Drawing from Friedrich Hayek’s famed warning about centralized economic planning, the brief cautions that free market supporters who endorse government price controls are embracing the same destructive socialist policies that destroyed Europe’s pharmaceutical leadership.

“It is the ultimate irony that some Republicans are sleepwalking into the kind of government-run health care programs long championed by European socialists that will harm American patients, and have since these policies were announced and passed in the Biden administration’s disastrous health care policy agenda.” said Sally C. Pipes, PRI President, CEO, and Thomas W. Smith Fellow in Health Care Policy and the brief’s co-author. “Government price-setting is not a market-based solution—it’s a recipe for innovation collapse, longer waits, and reduced access to lifesaving drugs.”

The report shows how the price control provisions in the Inflation Reduction Act, which are set to begin for 10 drugs under Medicare Part D on January 1, 2026, are already having devastating effects.
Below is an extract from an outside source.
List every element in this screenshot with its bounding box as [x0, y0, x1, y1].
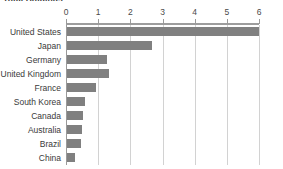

Since the law’s passage, 51 research programs have been shut down and 26 drugs have been discontinued, according to Incubate, a coalition of early-stage biotech investors. Late-stage clinical trials for small-molecule drugs have dropped by 47 percent, and early-stage funding for those treatments has plummeted by 70 percent.

“The data are clear: the U.S. biopharmaceutical sector is beginning to mimic the failures of European systems, where patients wait an average of 19 months to access new drugs, and drug shortages are common,” said Dr. Wayne Winegarden, director of PRI’s Center for Medical Economics and Innovation and the study’s co-author. “By embracing price controls, we’re jeopardizing Americans’ timely access to cutting-edge treatments—treatments we’ve come to expect as a matter of course in our free-market economy.”

The authors highlight the stark contrast between America’s free-market model—responsible for over 55% of global biopharmaceutical R&D and two-thirds of new drug launches—and Europe’s statist approach, which has resulted in just 15.8% of global sales from new medicines.

The issue brief concludes with a call for policymakers to reject the centralized planning model and reaffirm the market-based principles that have made the U.S. the world’s medicine chest. If not reversed, the authors say, the U.S. will be on “The Road To Serfdom” and there will be no off ramp.

Nothing contained in this blog is to be construed as necessarily reflecting the views of the Pacific Research Institute or as an attempt to thwart or aid the passage of any legislation.